▶ _Dataset items_
----

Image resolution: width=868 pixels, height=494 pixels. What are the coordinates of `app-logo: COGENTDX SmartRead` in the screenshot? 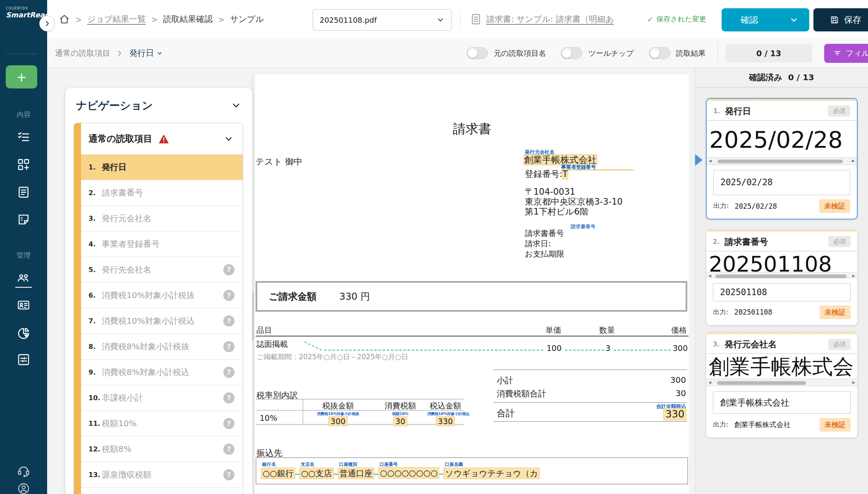 It's located at (24, 10).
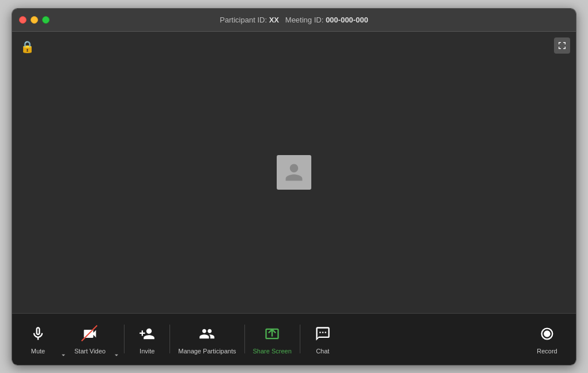 The height and width of the screenshot is (373, 588). Describe the element at coordinates (547, 339) in the screenshot. I see `record-button: Record` at that location.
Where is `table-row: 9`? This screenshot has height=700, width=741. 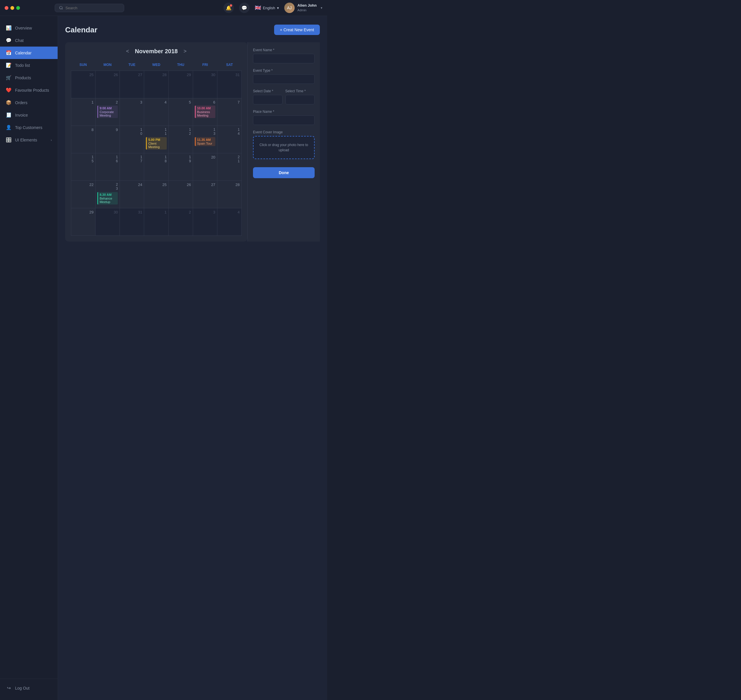
table-row: 9 is located at coordinates (108, 140).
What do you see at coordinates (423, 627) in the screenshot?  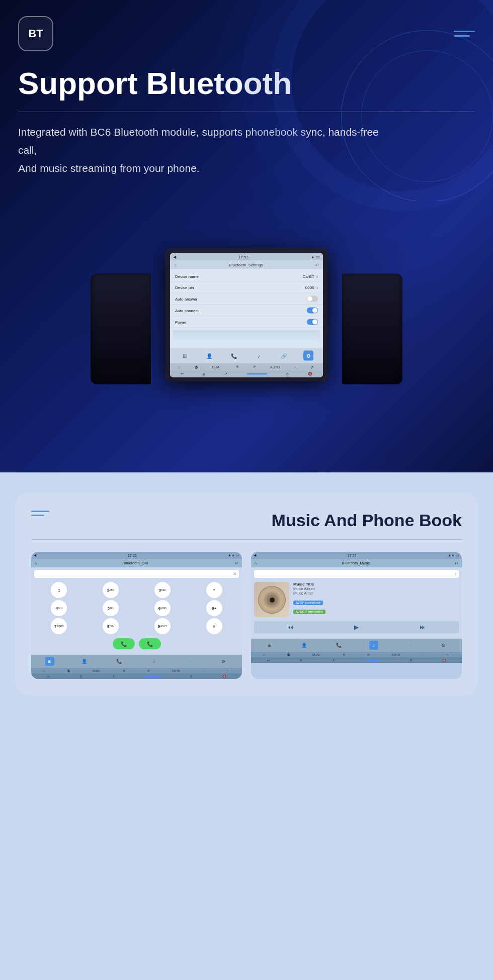 I see `music-next-button: ⏭` at bounding box center [423, 627].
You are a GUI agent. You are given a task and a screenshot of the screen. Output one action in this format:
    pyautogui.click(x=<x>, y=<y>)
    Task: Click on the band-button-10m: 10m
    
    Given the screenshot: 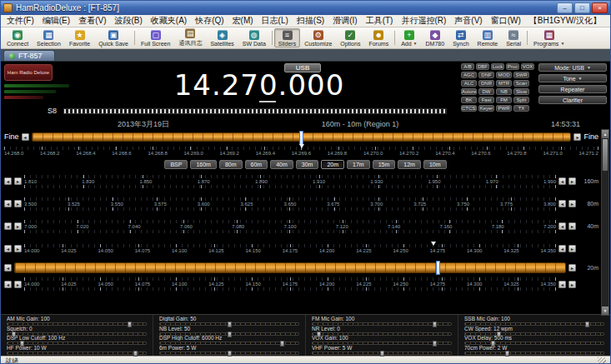 What is the action you would take?
    pyautogui.click(x=435, y=165)
    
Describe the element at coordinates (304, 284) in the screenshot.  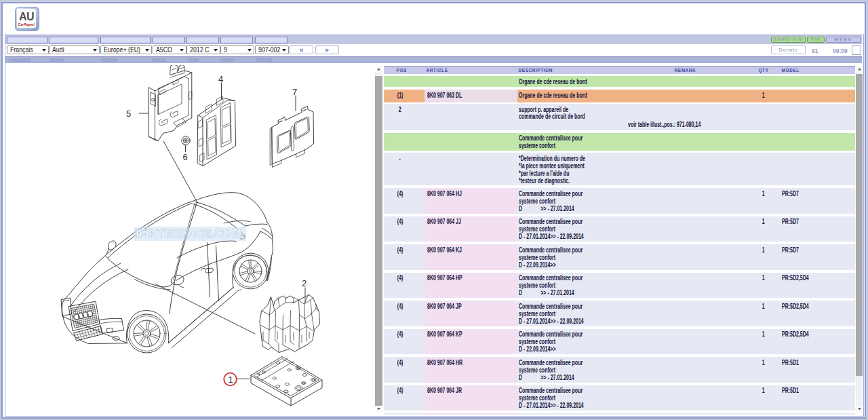
I see `svg-text: 2` at that location.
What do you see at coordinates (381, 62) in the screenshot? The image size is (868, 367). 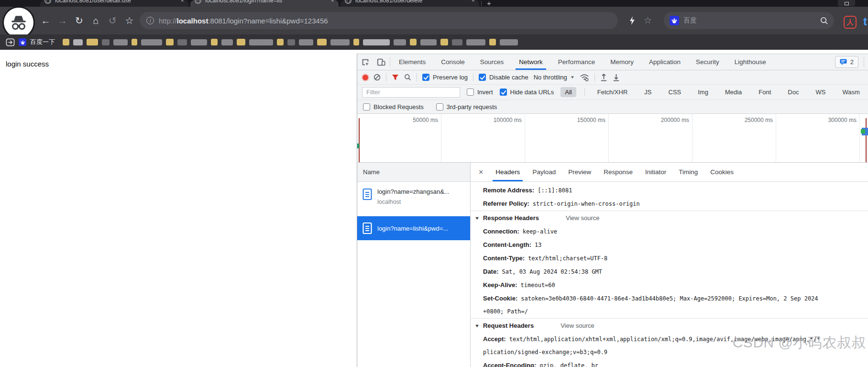 I see `device-toolbar-icon` at bounding box center [381, 62].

----

▶ _EXERCISE_
From the records above, copy out the line with "You are a GUI", the line with "Task: Click on the band-button-10m: 10m", and every line between them, word for word.

▶ _YOUR RESPONSE_
You are a GUI agent. You are given a task and a screenshot of the screen. Output one action in this format:
    pyautogui.click(x=<x>, y=<y>)
    Task: Click on the band-button-10m: 10m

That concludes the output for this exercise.